Jam-packed with efforts to address COVID-19 variants and next-step booster shots, as well as safety concerns over vaccine co-administrations and the expansion of emergency use authorizations (EUAs) into younger populations, May was another busy pandemic-fighting month for the world, despite higher numbers of those vaccinated and declining death and hospitalization rates.
HONG KONG – In the midst of a COVID-19 crisis, India has waived the need for “well-established” foreign vaccines to undergo local trials. That could open doors for vaccines by Pfizer Inc., Johnson & Johnson and Moderna Inc.
HONG KONG – Following a wave of concern about the efficacy of two COVID-19 vaccine candidates developed by China National Pharmaceutical Group (Sinopharm), interim analysis of an ongoing phase III trial, published May 26 in the Journal of the American Medical Association, has shown that adults receiving at least one dose of either of the company’s two inactivated SARS-CoV-2 vaccines had significantly reduced the risk of symptomatic COVID-19.
With the global COVID-19 pandemic and variants raising expectations about the need for booster shots, more companies are jumping into the vaccine space. But unless those sponsors have been engaging “in an ongoing manner” with the U.S. FDA on developing the manufacturing process and clinical trial program for their vaccine candidates, their emergency use authorization (EUA) requests may be denied, according to a new FDA guidance on EUAs for COVID-19 vaccines.
The May 25 appearance of Francis Collins, director of the U.S. National Institutes of Health, before a congressional committee revolved in large part around the Biden administration’s so-called ARPA-H proposal, but the administration’s proposal to waive intellectual property rights for vaccines was also on tap.
Two weeks after Pfizer Inc.-Biontech SE’s mRNA-based COVID-19 vaccine received emergency use authorization (EUA) for adolescents ages 12 to 15, the first in that age group, Moderna Inc.’s mRNA vaccine has hit the primary immunogenicity endpoint in its phase II/III study of participants ages 12 through 17.
In seeming opposition to U.S. Trade Representative Katherine Tai’s support of a proposed compulsory World Trade Organization intellectual property (IP) waiver on COVID-19-related medical products, U.S. Vice President Kamala Harris signed onto the G20’s May 21 Rome Declaration that commits the member countries to work to defeat the pandemic within the current flexibilities of the TRIPS agreement by promoting voluntary IP licensing agreements, technology and knowledge transfers, and patent pooling on mutually agreed terms.
As infections and deaths continue to surge in some countries so does the demand for unfettered access to the technologies behind COVID-19 vaccines and other medical products. In seeking that access, several countries are stressing the need to develop their own manufacturing capacity as they look beyond the current pandemic.
LONDON – The U.K. is launching a trial to investigate the potential use of seven different COVID-19 vaccines as boosters, to provide safety and immunogenicity data for if/when immune responses to initial vaccination wane and a revaccination campaign is needed later in the year. The trial, at 18 sites across the country, will recruit 2,886 participants who previously received two doses of either Astrazeneca plc or Pfizer Inc./Biontech SE’s COVID-19 vaccines.
Seychelles has seen rising numbers of COVID-19 cases despite 61% of its population being fully vaccinated as of May 8, calling into question the effectiveness of the COVID-19 vaccines used by the island nation.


- TASK DESCRIPTION
Write out exactly, excluding pictures, the lines from the one containing "Describe the element" through the end of the data, both included.

[Start of section]

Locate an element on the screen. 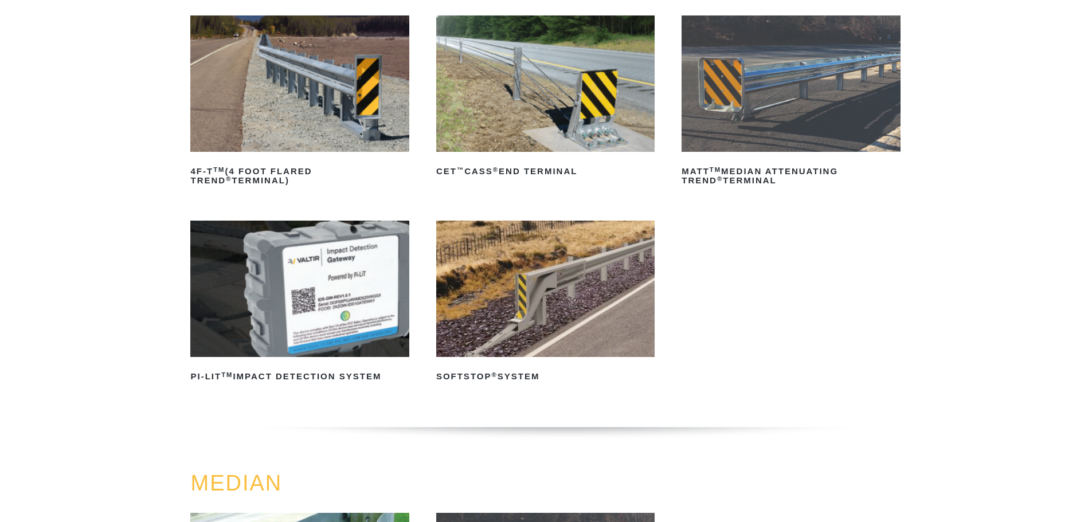 The image size is (1092, 522). a: MATTTMMedian Attenuating TREND®Terminal is located at coordinates (790, 103).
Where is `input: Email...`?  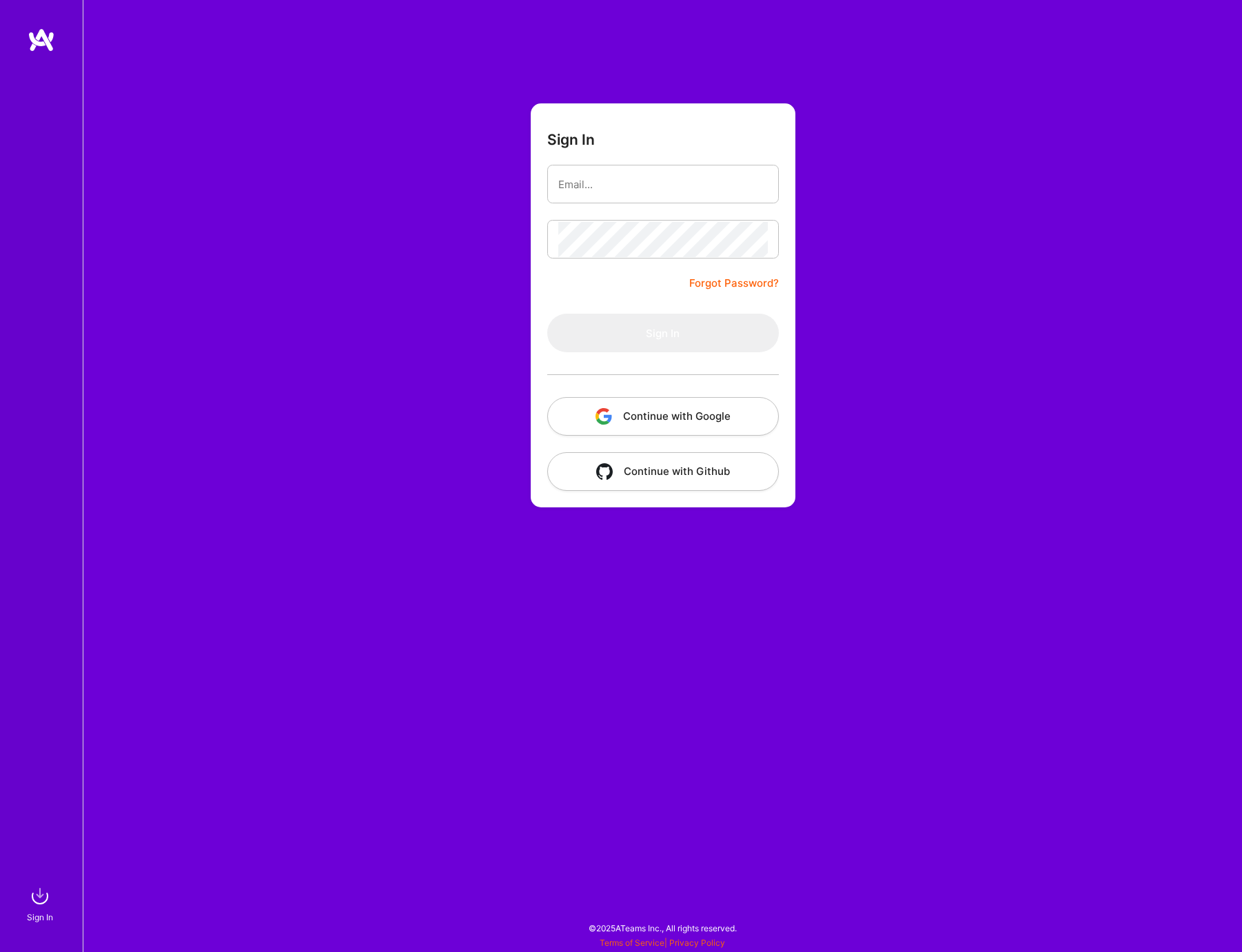
input: Email... is located at coordinates (664, 184).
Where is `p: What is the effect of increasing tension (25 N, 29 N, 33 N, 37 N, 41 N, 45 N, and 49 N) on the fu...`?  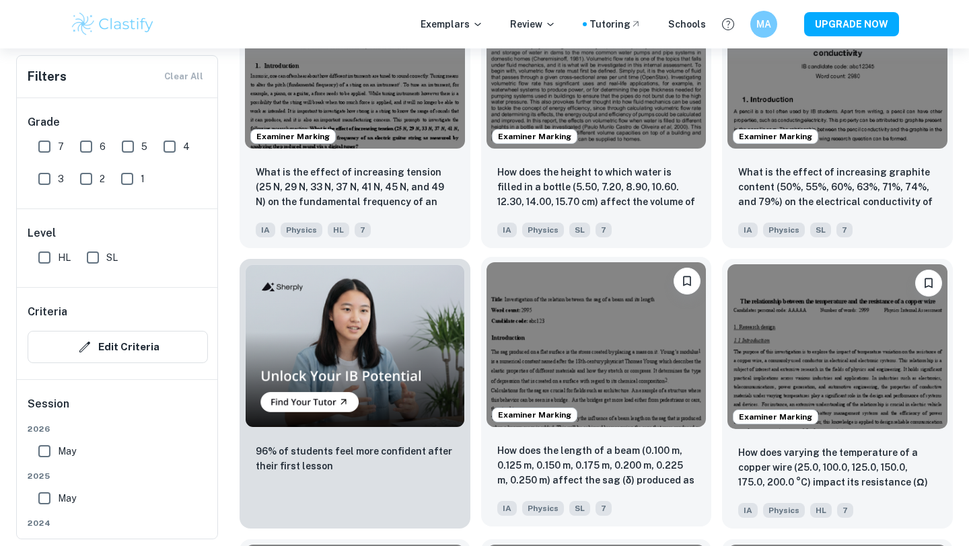
p: What is the effect of increasing tension (25 N, 29 N, 33 N, 37 N, 41 N, 45 N, and 49 N) on the fu... is located at coordinates (355, 188).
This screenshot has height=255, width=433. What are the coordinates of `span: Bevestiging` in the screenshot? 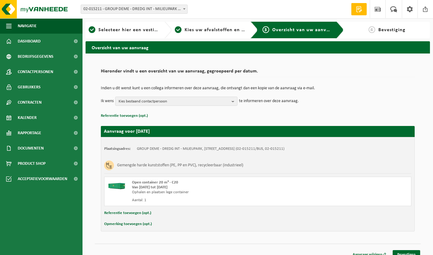 It's located at (392, 30).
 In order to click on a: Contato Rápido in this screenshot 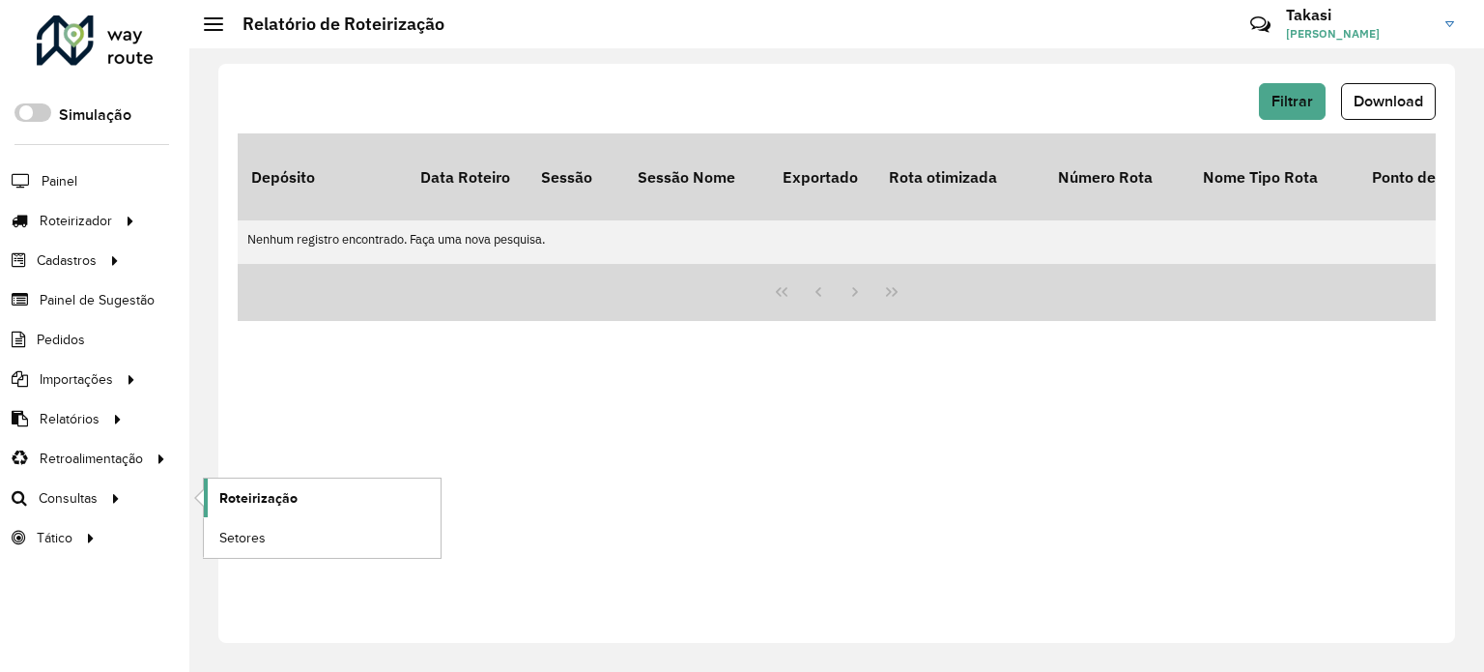, I will do `click(1260, 24)`.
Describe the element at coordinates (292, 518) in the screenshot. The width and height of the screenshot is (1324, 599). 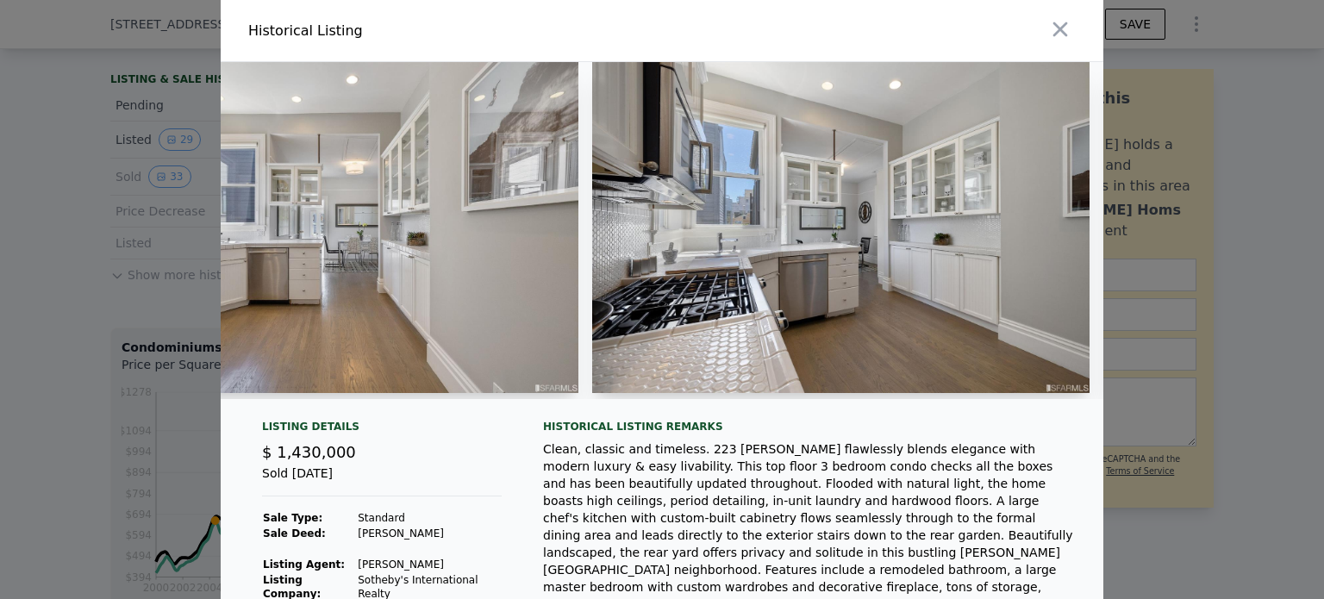
I see `strong: Sale Type:` at that location.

[End of section]

- EXERCISE ANSWER
Describe the element at coordinates (292, 518) in the screenshot. The width and height of the screenshot is (1324, 599). 
I see `strong: Sale Type:` at that location.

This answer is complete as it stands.